Obama says he's sorry
The president apologizes to Americans who are surprised they’re losing their current health insurance plans
WASHINGTON—President Barack Obama apologized on Thursday to millions of Americans who are finding out they can no longer keep their health insurance under the Affordable Care Act (ACA)—aka “Obamacare.”
“I am sorry that they are finding themselves in this situation based on assurances they got from me,” Obama told NBC News in an interview at the White House.
The president’s comments came as his administration is reeling from the fallout over the healthcare law’s rollout. The nation was initially fixated on the law’s broken website, HealthCare.gov, but attention has since shifted to the millions of Americans who are receiving health insurance cancellation notices, despite repeated promises from Obama—dating back to 2009—that everyone who liked their insurance plan could keep it.
“Obviously we didn’t do a good enough job in terms of how we crafted the law,” the president said in the interview Thursday. “And, you know, that’s something I regret.”
NBC previously reported the administration knew as early as 2010 that “40 to 67 percent” of those with individual health insurance policies would be required to get new coverage. The ACA mandates every plan must have 10 essential benefits, all of which are not included in many existing individual policies.
The news that millions would lose their plans didn’t come as a shock to healthcare experts, including Daniel Sledge, a health policy professor at the University of Texas at Arlington, who told me he wasn’t surprised many would need to upgrade their coverage.
“The tendency in the administration is basically to act as if people who have these lower quality health insurance plans don’t have coverage,” Sledge said. “The administration viewed those as something people would be happy to get rid of.”
The president last week blamed “bad apple insurers” for the cancellation notices, saying Obamacare is eliminating plans with insufficient coverage. But some consumers say their new options, in addition to being more expensive, actually cover less than their old policies, and cancellations are coming from more than just private insurance companies.
The Obama administration said it did not mislead Americans, because plans obtained before March 23, 2010, are eligible to be grandfathered into the new law. But even small changes to existing plans render them ineligible, and most Americans weren’t aware of the March 2010 deadline—almost four years prior to the law’s full implementation at the start of 2014.
Jeremy Oosterhouse, a 29-year-old husband and father of two in Palos Heights, Ill., said he found out last week about the 2010 deadline, and now he’s facing sharply higher premiums and deductibles under the law.
“My current plan I’ve had for two years,” he said. “I didn’t realize changing would mean I lost it.”
Oosterhouse said he’s frustrated with the 10 essential benefits, some of which, such as mental health coverage, he will never use. He also said he would want to drop maternity coverage once he and his wife are finished having children: “I wish we had a system in place where we could pick and choose the benefits we want.”
Peter Ubel, a physician and professor of medicine at Duke University, told me consumers are getting a crash course on “Insurance 101.”
“We’re all going to pay for stuff we don’t need, and ultimately when we need stuff, other people will help pay for it,” he said. “That’s what insurance does.”
Ubel said people should recognize that most won’t get out what they paid in to the system, and they should approach insurance as protection against the unlikely catastrophic event: “That’s why my entire life I’ve spent money on house insurance that covers fire, even though my house has never caught fire.”
Obama has recently changed his pledge to Americans, noting they can keep their plans if they haven’t significantly changed them since the law passed. He maintains that most people will end up better off under the new system.
Senate Minority Leader Mitch McConnell, R-Ky., dismissed the president’s apology as pointless unless he backs bi-partisan legislation—the “If You Like Your Plan You Can Keep It Act”—that would guarantee all Americans can keep the coverage they have.
“If the president is truly sorry for breaking his promises to the American people, he’ll do more than just issue a half-hearted apology on TV,” McConnell said in a statement.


#### What to work on
Collect all lines below with the string "Define".

Data tied to figure images:

------------------------------------------------

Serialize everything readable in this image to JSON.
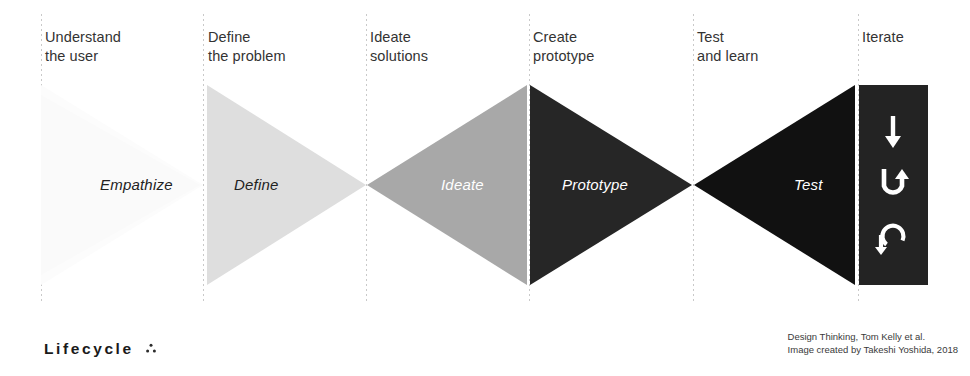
{
  "diagram": {
    "columns": [
      {
        "header": "Understand\nthe user",
        "phase": "Empathize",
        "label_color": "#222222",
        "fill": "#fbfbfb"
      },
      {
        "header": "Define\nthe problem",
        "phase": "Define",
        "label_color": "#222222",
        "fill": "#dedede"
      },
      {
        "header": "Ideate\nsolutions",
        "phase": "Ideate",
        "label_color": "#ffffff",
        "fill": "#a8a8a8"
      },
      {
        "header": "Create\nprototype",
        "phase": "Prototype",
        "label_color": "#ffffff",
        "fill": "#262626"
      },
      {
        "header": "Test\nand learn",
        "phase": "Test",
        "label_color": "#ffffff",
        "fill": "#111111"
      },
      {
        "header": "Iterate",
        "phase": "",
        "label_color": "#ffffff",
        "fill": "#232323"
      }
    ],
    "iterate_icons": [
      "arrow-right-icon",
      "u-turn-arrow-icon",
      "loop-arrow-icon"
    ],
    "guide_line_color": "#c9c9c9"
  },
  "footer": {
    "brand": "Lifecycle",
    "brand_mark": "three-dots-icon",
    "credit_line_1": "Design Thinking, Tom Kelly et al.",
    "credit_line_2": "Image created by Takeshi Yoshida, 2018",
    "credit": "Design Thinking, Tom Kelly et al.\nImage created by Takeshi Yoshida, 2018"
  }
}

------------------------------------------------

#### Response for this exercise
        "header": "Define\nthe problem",
        "phase": "Define",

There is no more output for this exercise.